Green: Four years ago, Jombi relocated to the Bay Area after meeting his current lover and longtime Berkeley resident, Alwyn “Wyn” de Wally. They share a lovely home filled with art books and abstract paintings and handcrafted furniture and Persian rugs—and a beautifully decorated ancestor altar greets you at the front door. Jombi’s cozy artist studio is tucked away behind curtains in the bedroom, and he stores his work in a friend’s basement closeby. Jombi likes Berkeley because it’s very green, with flowers everywhere. The cost of living is high, but so is the quality of life: Berkeley is a pretty university town where people read books, eat locally-grown sustainably-farmed organic food, and are generally health-conscious. He has a real community of friends here that he sees on a daily basis who share similar ideas. He met many of them through Wyn, but recent events have allowed Jombi to carve out an identity all his own.

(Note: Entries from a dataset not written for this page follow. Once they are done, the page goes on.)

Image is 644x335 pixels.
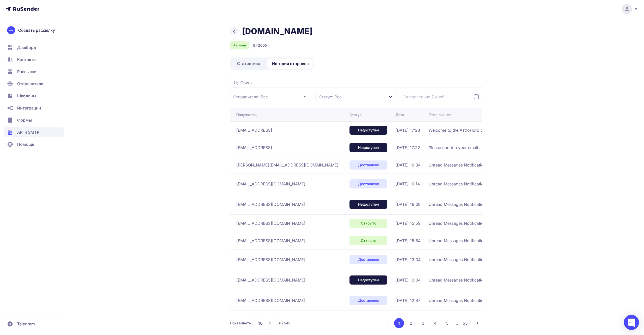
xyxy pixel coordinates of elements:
a: Telegram [4,318,64,329]
span: [DATE] 15:54 [395,238,420,243]
span: Шаблоны [17,93,36,99]
h1: [DOMAIN_NAME] [242,26,313,37]
span: Unread Messages Notification [429,238,486,243]
span: [EMAIL_ADDRESS][DOMAIN_NAME] [236,181,306,187]
div: ID [253,42,267,49]
span: [DATE] 13:04 [395,277,420,283]
span: [EMAIL_ADDRESS][DOMAIN_NAME] [236,201,306,207]
span: Telegram [17,321,35,327]
span: Доставлено [358,298,379,303]
span: Please confirm your email address [429,145,495,151]
span: API и SMTP [17,129,39,135]
div: Получатель [236,112,257,117]
button: 3 [418,318,428,328]
span: ... [454,320,458,325]
span: [DATE] 16:14 [395,181,420,187]
input: Поиск [230,78,483,88]
div: Тема письма [429,112,451,117]
span: [EMAIL_ADDRESS][DOMAIN_NAME] [236,220,306,226]
span: Показывать [230,320,251,325]
span: Отправители [17,81,44,86]
button: 1 [394,318,404,328]
span: [DATE] 15:59 [395,220,420,226]
span: Интеграции [17,105,41,111]
div: Статус [349,112,361,117]
span: Создать рассылку [18,28,55,33]
span: Контакты [17,56,37,63]
span: Дашборд [17,44,36,51]
button: 4 [430,318,440,328]
span: Недоступен [358,145,379,150]
span: [EMAIL_ADDRESS][DOMAIN_NAME] [236,277,306,283]
span: Рассылки [17,69,37,74]
span: [DATE] 16:09 [395,201,420,207]
div: Дата [395,112,404,117]
span: Открыто [361,220,376,225]
span: Активен [233,44,246,47]
span: [EMAIL_ADDRESS] [236,127,272,133]
span: Unread Messages Notification [429,162,486,168]
span: Недоступен [358,127,379,133]
span: Доставлено [358,257,379,262]
span: Welcome to the AstroHoro community ✨ [429,127,508,133]
span: Статистика [237,60,260,67]
span: Unread Messages Notification [429,277,486,283]
input: Datepicker input [401,92,483,102]
span: [EMAIL_ADDRESS][DOMAIN_NAME] [236,256,306,263]
span: Отправители: Все [233,94,268,100]
button: 55 [460,318,470,328]
span: из 542 [279,320,290,325]
span: Недоступен [358,277,379,282]
span: Доставлено [358,162,379,167]
span: Unread Messages Notification [429,181,486,187]
span: 2605 [258,43,267,48]
span: Unread Messages Notification [429,297,486,303]
span: [DATE] 13:04 [395,256,420,263]
span: Unread Messages Notification [429,201,486,207]
span: Unread Messages Notification [429,220,486,226]
span: [DATE] 17:23 [395,127,420,133]
span: [DATE] 12:47 [395,297,420,303]
a: Статистика [231,58,267,69]
span: Формы [17,117,32,123]
span: [EMAIL_ADDRESS][DOMAIN_NAME] [236,297,306,303]
span: [EMAIL_ADDRESS] [236,145,272,151]
span: [EMAIL_ADDRESS][DOMAIN_NAME] [236,238,306,243]
a: История отправок [267,58,313,69]
span: Unread Messages Notification [429,256,486,263]
span: Недоступен [358,202,379,207]
span: 10 [258,320,263,326]
span: [DATE] 16:34 [395,162,420,168]
button: 5 [442,318,452,328]
span: Помощь [17,141,35,147]
span: [PERSON_NAME][EMAIL_ADDRESS][DOMAIN_NAME] [236,162,338,168]
span: История отправок [272,60,309,67]
span: Доставлено [358,181,379,186]
span: Статус: Все [318,94,342,100]
span: [DATE] 17:22 [395,145,420,151]
button: 2 [406,318,416,328]
span: Открыто [361,238,376,243]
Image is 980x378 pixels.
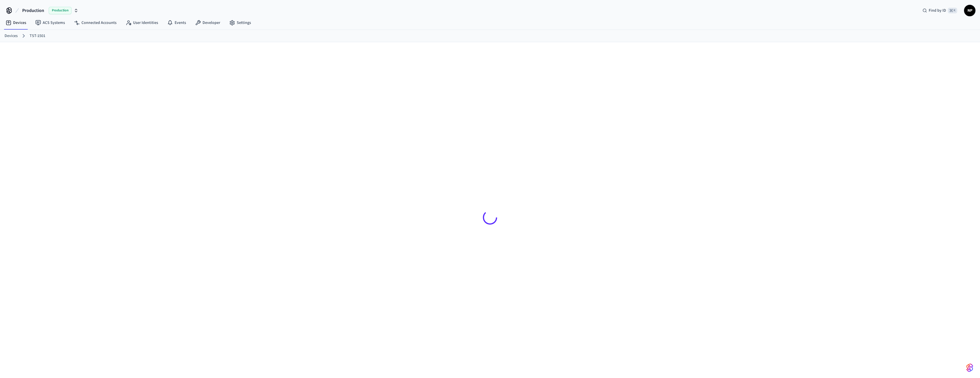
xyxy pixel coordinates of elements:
a: TST-1501 [29,33,45,39]
a: Devices [1,18,31,28]
a: User Identities [121,18,163,28]
span: Production [49,7,72,14]
span: ⌘ K [948,8,957,13]
a: Devices [5,33,18,39]
span: Find by ID [929,8,946,13]
span: NP [965,6,975,16]
a: Developer [191,18,224,28]
a: Settings [224,18,256,28]
img: SeamLogoGradient.69752ec5.svg [967,364,973,372]
div: Find by ID⌘ K [918,6,962,16]
a: Events [163,18,191,28]
a: ACS Systems [31,18,70,28]
span: Production [23,8,44,14]
button: NP [964,5,976,16]
a: Connected Accounts [70,18,121,28]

Stars: A private exhibition at the spacious home of Antler, a pillar of the Radical Faerie community in the Bay Area, put Jombi Supastar on the map in San Francisco in Fall 2007. That led to Jombi’s legendary solo show at MAGNET, the gorgeous health-clinic-cum-community-center in the heart of the Castro, the world’s most famous gay neighborhood. The room was packed with more people than any previous art showing at MAGNET, and eight Jombi originals were sold that night! Early this year, Jombi went international with a showing of works on paper in mixed mediums that was part of Melbourne's Midsumma festivities. This June, back in California, he and his partner Wyn are showing work they collaborated on as part of the National Queer Arts Festival. Their installation includes three papier-mâché sculptures. So now Jombi has fulfilled his boyhood dream of becoming a sculptor. Jombi Supastar looks back at how far he’s come and laughs slyly: It’s all a hustle, you know.
Anthony Julius Williams is a multimedia artist based in San Francisco, CA. He is currently pursuing an M.F.A. from the Arts and Consciousness Department at John F. Kennedy University in Berkeley, CA.